As I said, the reason developers coded what was documented was because the requirements of the software were often embedded in the legal contracts. When you changed the requirements, or changed the scope, the legal contract between the two companies had to be modified and this was a lengthy time-consuming, costly process. It was anything but collaborative, because it included attorneys, (no offense to all the attorneys out there, my father was an attorney) and usually meant one of three things, you increased costs, decreased scope, or increased timeline, aka you broke the iron triangle. And, if you increased cost or decreased scope or pushed out the delivery date, the project was considered a failure. So you had no incentive to change the scope, even if it meant changing to deliver functioning software. You built what was documented, and when the software was delivered, if it didn’t work, but did exactly what was documented in the contract, you created a new contract to fill in all the missing pieces.
Which led to the final Agile value:
We value responding to change over following a plan.
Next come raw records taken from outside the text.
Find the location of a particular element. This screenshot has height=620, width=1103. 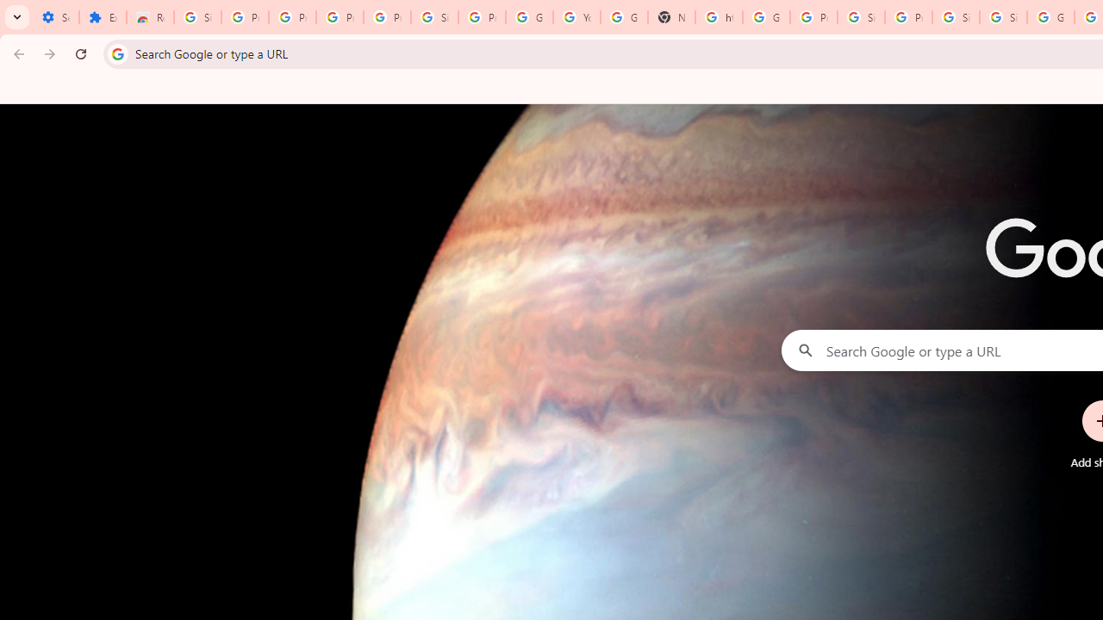

https://scholar.google.com/ is located at coordinates (718, 17).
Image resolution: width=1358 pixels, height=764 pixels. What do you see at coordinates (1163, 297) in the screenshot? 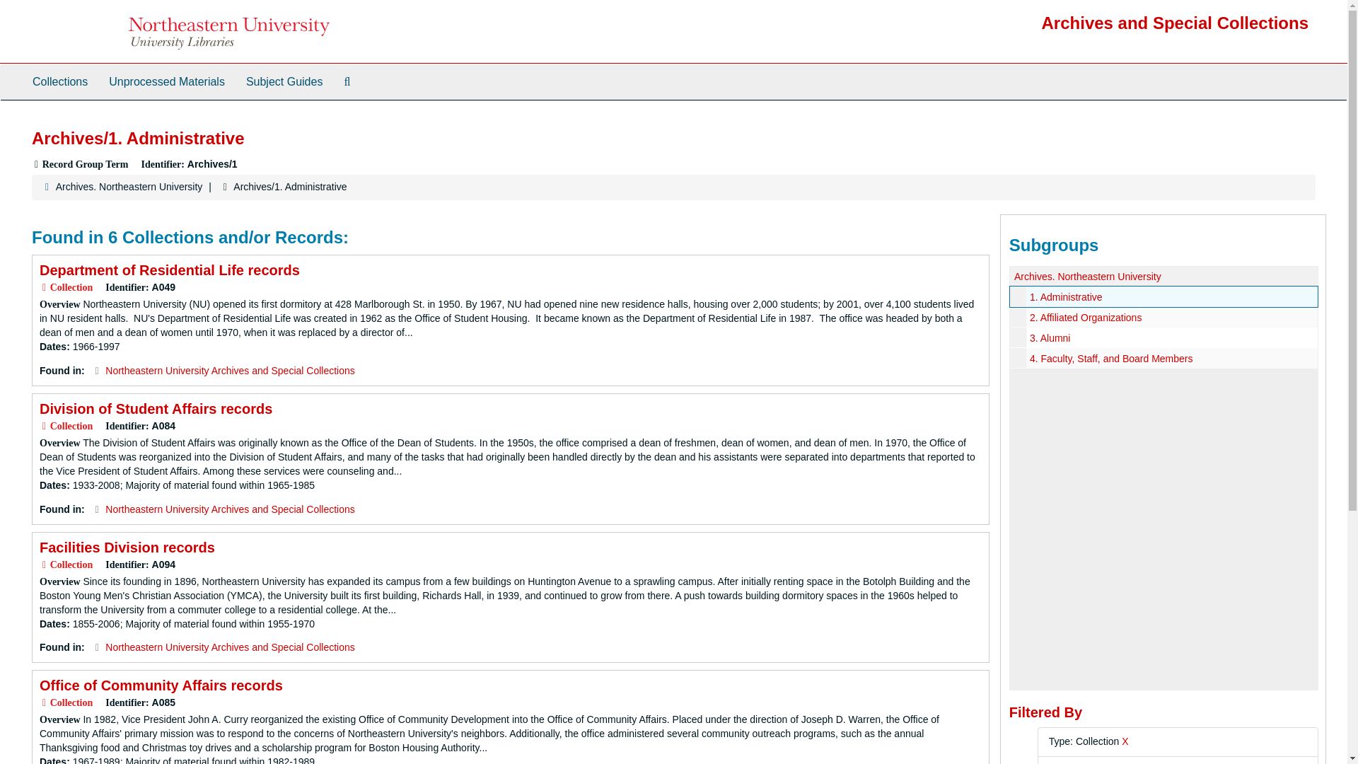
I see `Administrative` at bounding box center [1163, 297].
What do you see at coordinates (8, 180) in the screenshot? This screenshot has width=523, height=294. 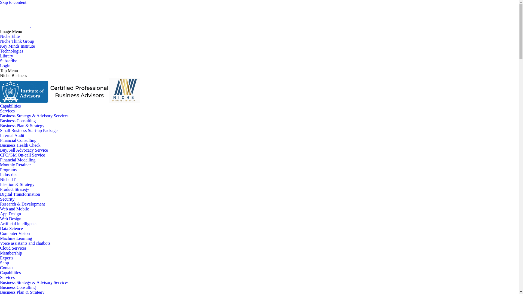 I see `Niche IT` at bounding box center [8, 180].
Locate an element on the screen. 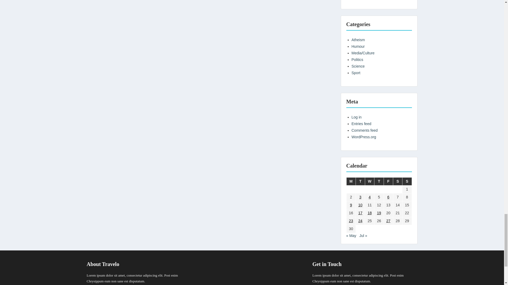  Sunday is located at coordinates (407, 181).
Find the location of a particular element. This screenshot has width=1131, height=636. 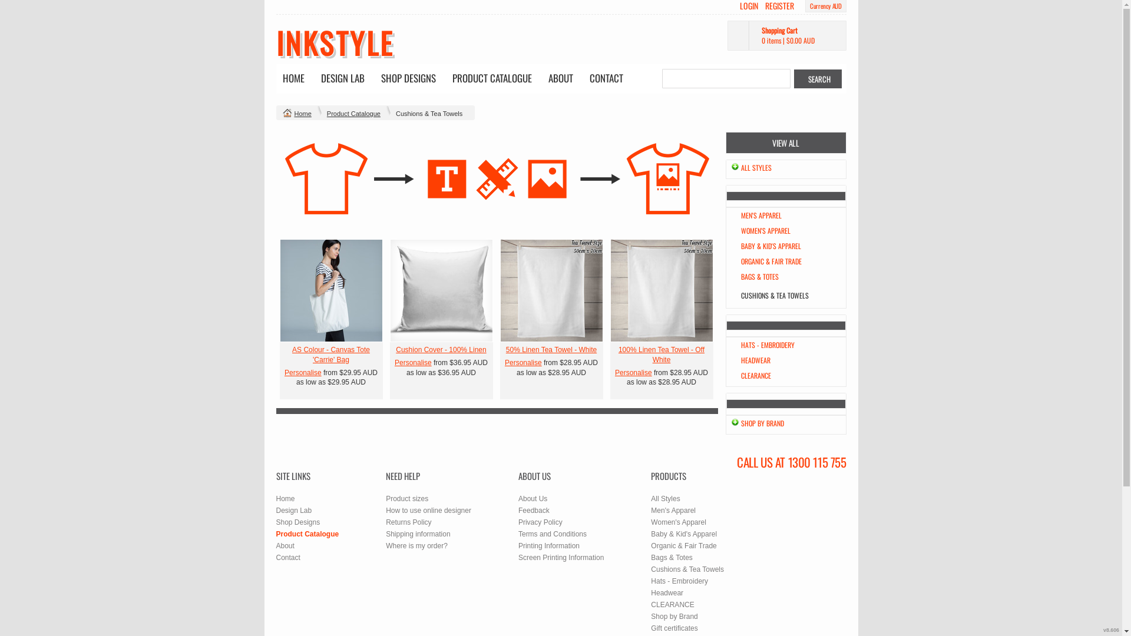

INKSTYLE is located at coordinates (335, 42).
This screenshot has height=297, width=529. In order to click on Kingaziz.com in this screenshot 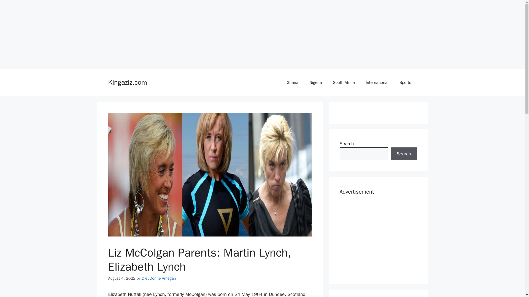, I will do `click(127, 83)`.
The final Agile Value was there to address the belief that it is better to respond to change early in the process, if there was an issue identified, then it was to continue to follow a plan that everyone knew was not going to work. The biggest impact Agile had in 2001, was on how projects were financed, funded, and contracted. Agile essentially recommended that detailed scope definitions be removed from software delivery contracts. Early adoption of Agile was slow because from a contract point, even for internal projects, it meant that software contracts would no longer include detailed requirements. Going forward contracts would state that for $1 M, Company A will build and deliver software to Company B. Generally, it would provide a very basic description of what the software did, like a CRM functionality, but the specific features would no longer be defined in the contract. Then the Agile development team would work closely with the customer and build the features that were identified as priority until the $1 M dollar budget was gone. Then whatever the final scope was, when the $1 M ran out, that would be the final scope of the project. This basic approach was the same for funding internal projects. The initial scope would be identified but not be detailed in the way it was in the past, a backlog of features would be created, the features would be prioritized, and each feature would be refined until they were understood enough by the development team to go ahead and develop. When the $1 M dollar budget ran out, that would be the final scope of the project.
Conclusion
Agile was a revolutionary change to the way software was being developed, during a revolutionary time in the history of technology and software development. Agile was just a recognition that the software development landscape was changing as the technologies we used to develop software solutions were changing. I myself applied agile software development principles into projects I managed before the Agile Manifesto was written, and I was not alone. We were all experimenting with different ways of managing projects back then, because of the change in technology, and the changing landscape driven by customer relations. The Agile Manifesto was a revolutionary change, but Agile did not start the revolution, the revolution had started long before the manifesto was written.